In a moment more the race began. Mr. Crow had no trouble in beating the train, just as he always had. And when he had pa.s.sed it he dropped quickly and swerved across the track ahead of it.
To his great surprise the train never faltered. It kept straight on, going faster and faster. And the first thing Mr. Crow knew, the last car had whipped around a curve and pa.s.sed out of sight.
Poor Mr. Crow felt very downcast. He would have liked to hurry home at once, because he hated to face his friends. But he knew they would follow him if he flew away. So he went back to meet them, wearing a bold smile.
"Did you see what happened?" he inquired. "The train was _afraid to stop_!"
Everybody laughed when Mr. Crow said that. People knew him too well to be deceived by him.
"I suppose your yellow coat frightened it," Jasper Jay jeered. "It's too bad you didn't wear your checkered red one."
At that remark Jimmy Rabbit p.r.i.c.ked up his long ears.
"Did you wear your red coat yesterday?" he asked Mr. Crow.
"Yes!" Mr. Crow replied gruffly. He did not like being questioned by a mere youngster like Jimmy Rabbit.
"And you say the train stopped when you flew in front of it yesterday?"
Mr. Crow grunted. But Jimmy Rabbit knew that he meant "Yes!"
"That's it!" Jimmy Rabbit cried. And he jumped up and down in his excitement.
"That's what?" asked Mr. Crow in a sulky tone.
"I'll tell you!" said Jimmy. "Yesterday the train stopped because it saw your red coat. That's the way to stop a train. You wave a red flag or a red lantern at a train and it will always stop. But I've noticed that a train pays no attention to any other color. Now, you could wave something green, or yellow, or blue in front of a train; and no matter how hard you waved, it would go right on as if it never saw you at all."
"Maybe you know," Mr. Crow snapped. "And maybe you don't. I said the train was afraid to stop. And I still think so."
Jimmy Rabbit winked at the crowd in the tree.
"I must hop along now," he told them. "I'm glad I came to see the race, for it has been even more fun than I expected."
Then Jasper Jay gave Mr. Crow a great start.
"It's too bad--" he said--"it's too bad you can't wear your red coat any more, Mr.

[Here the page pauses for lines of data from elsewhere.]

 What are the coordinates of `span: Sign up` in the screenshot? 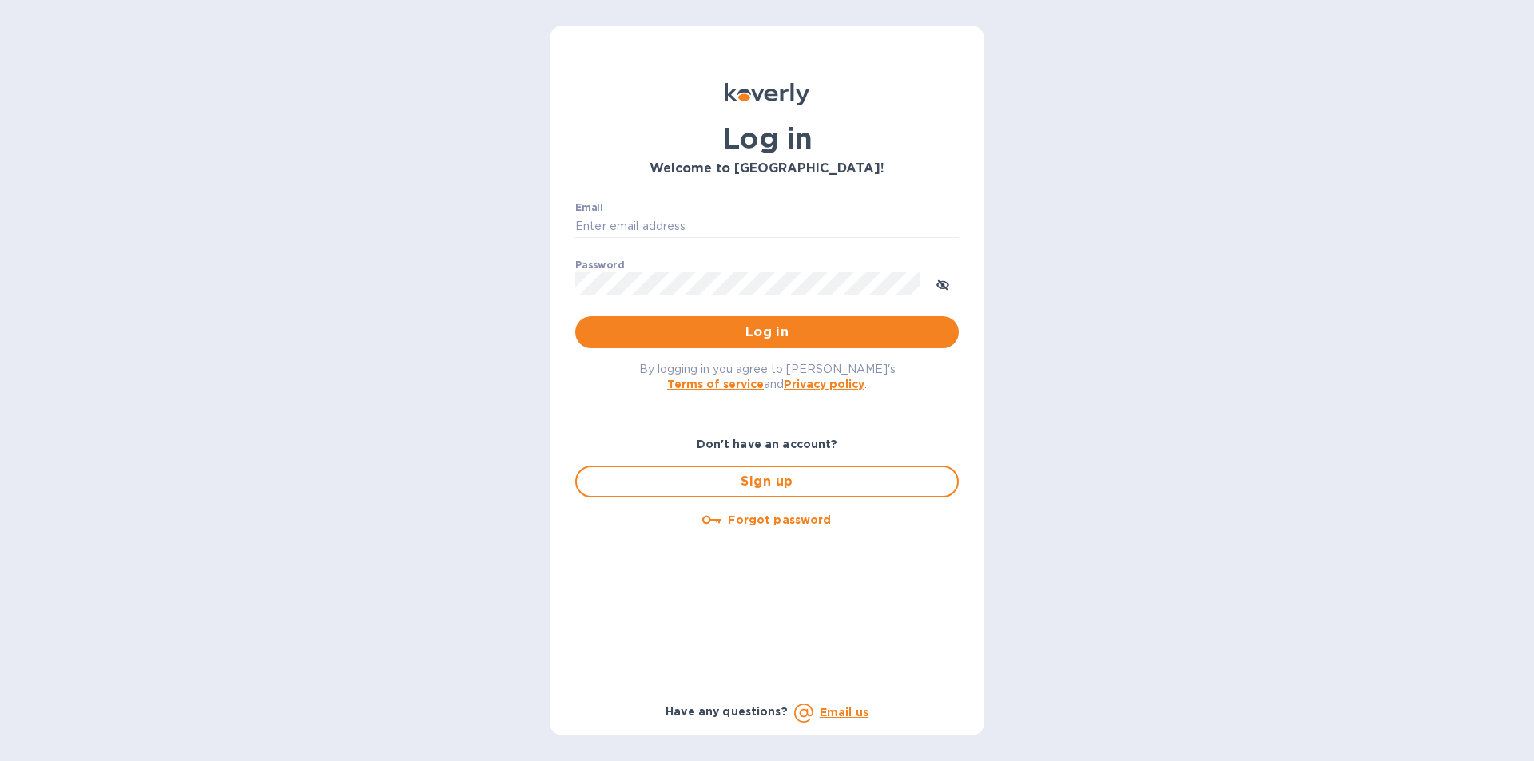 It's located at (767, 482).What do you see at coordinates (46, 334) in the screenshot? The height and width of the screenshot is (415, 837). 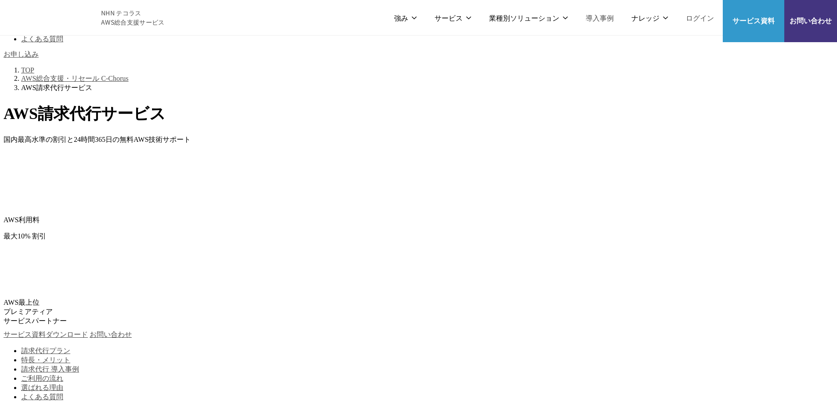 I see `span: サービス資料ダウンロード` at bounding box center [46, 334].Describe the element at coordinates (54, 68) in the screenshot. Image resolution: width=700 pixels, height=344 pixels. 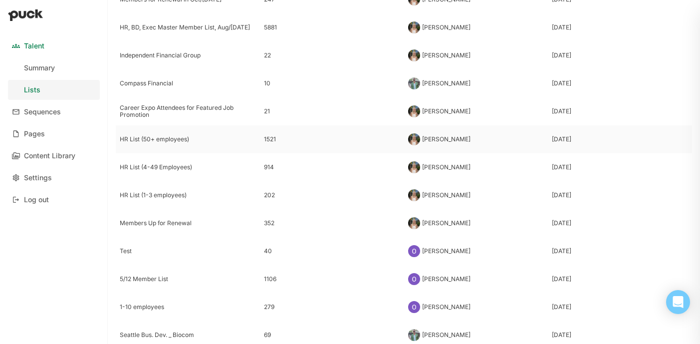
I see `a: Summary` at that location.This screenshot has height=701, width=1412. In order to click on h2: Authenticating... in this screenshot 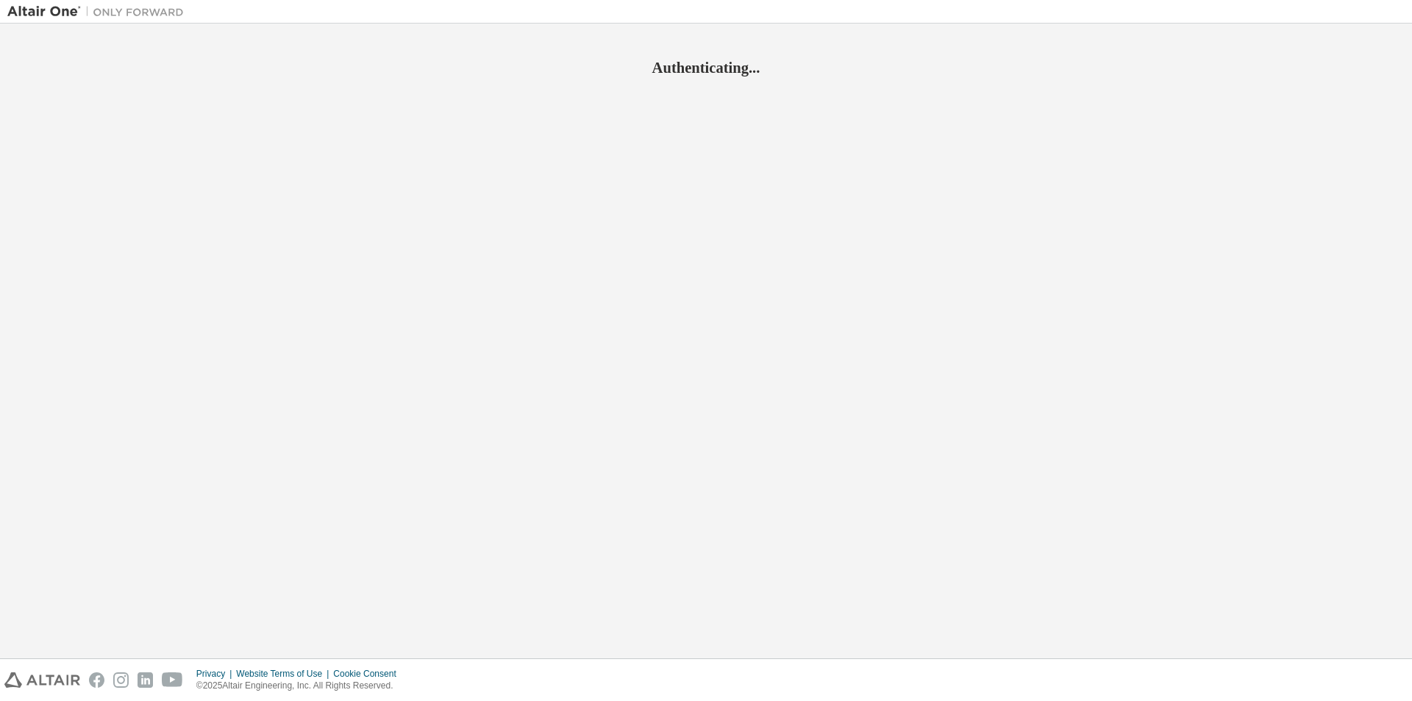, I will do `click(706, 68)`.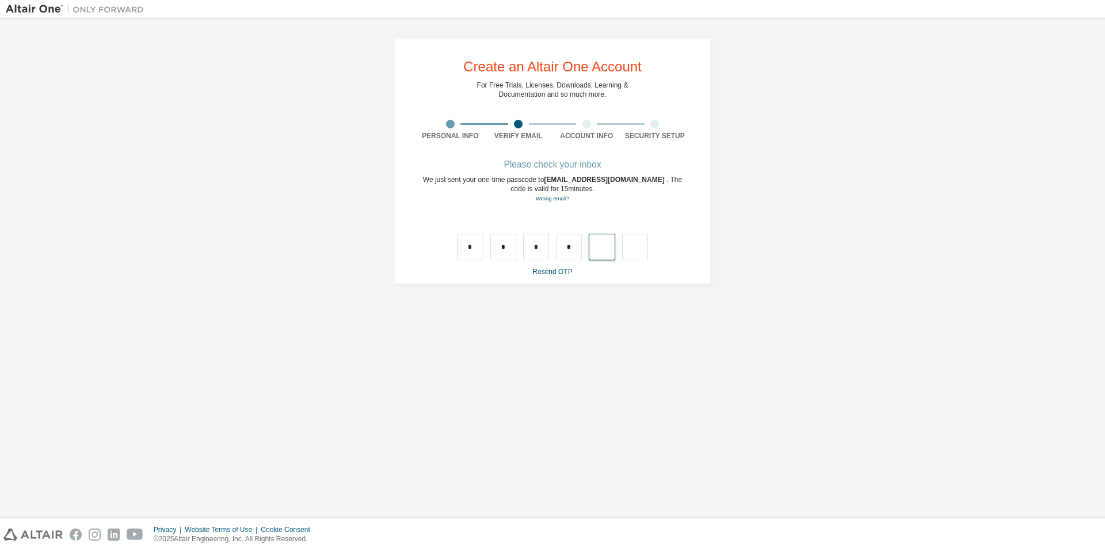  What do you see at coordinates (169, 530) in the screenshot?
I see `div: Privacy` at bounding box center [169, 530].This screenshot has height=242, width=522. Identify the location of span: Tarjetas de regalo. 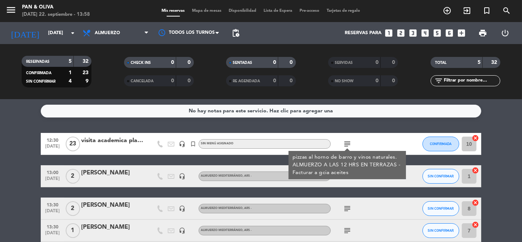
(344, 11).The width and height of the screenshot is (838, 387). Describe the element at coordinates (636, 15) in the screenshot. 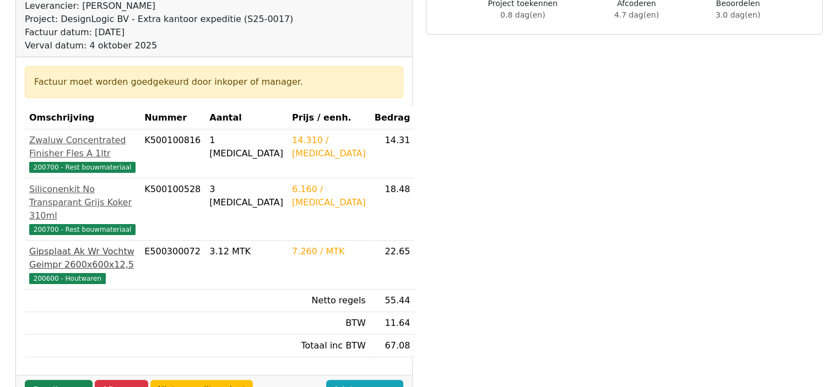

I see `span: 4.7 dag(en)` at that location.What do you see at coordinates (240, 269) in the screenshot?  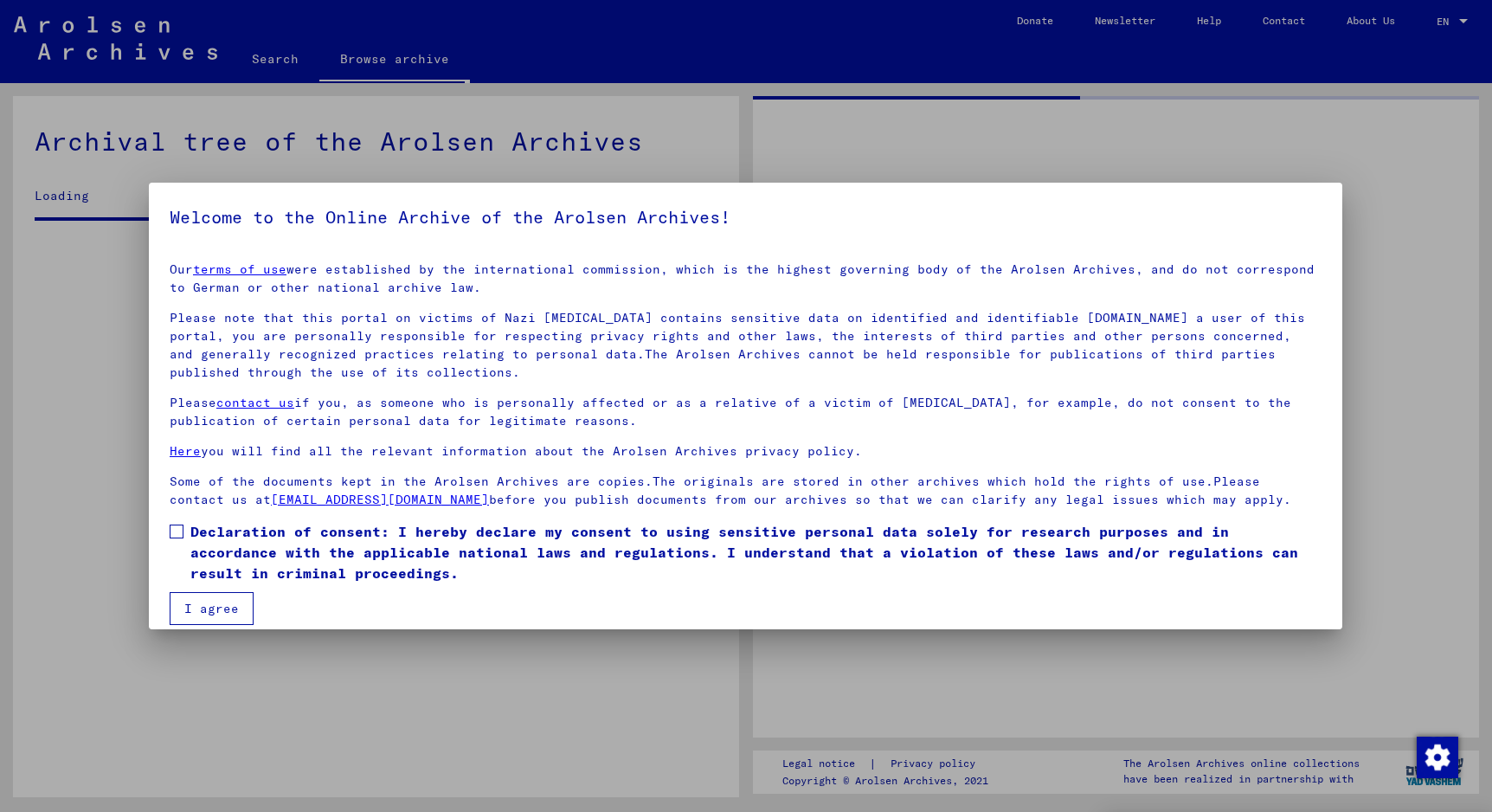 I see `a: terms of use` at bounding box center [240, 269].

Crow."
"How's that?" asked Mr. Crow quickly.
"You promised that if we didn't say it was a good joke you'd never wear a checkered red coat again."
Now, Mr. Crow had forgotten all about that remark. And for a moment he looked worried. Then he turned cheerful all at once.
"Look here!" he cried. "When I came back to this tree you all laughed, didn't you?"
Everybody admitted that.
"Then there must have been a good joke somewhere," Mr. Crow said. "And I shall wear my red coat as often as I please."
No one really cared, anyhow, whether he did or whether he didn't. But Mr.
Crow was angry with Jasper Jay. And he refused to finish the game of checkers with him.
XV
MR. CROW'S NEW COAT
When Mr. Crow decided, one fall, that he would stay in Pleasant Valley during the winter, instead of going South, he remembered at once that he would need a thick overcoat.
That was when he went to Mr. Frog's tailor's shop, for Mr. Frog, you know, was a tailor.
"I want you to make me a warm overcoat." Mr. Crow told him. "Can you do it?"
"Certainly!" said Mr. Frog. "You've come to the right place. Everybody says that I'm the best tailor in Pleasant Valley." And that was quite true--because he was the _only_ one. "What'll you have--stripes, checks, or spots?" Mr. Frog asked briskly.
"What do you suggest?" Mr. Crow replied. He had not thought much about his new coat--except that he wanted it to be warm.
"Spots, by all means!" said Mr. Frog. "I always wear 'em myself. They're the best, to my mind. For if you happen to get a spot on your coat, what's one spot more?"
"That's a good idea," Mr. Crow said. "And how much will you ask to make me a spotted coat?"
"I charge by the spot," said Mr. Frog. "The more spots, the more the coat will cost. So I'd advise you to take a coat with large spots, because there'll be fewer of 'em and the price will be less."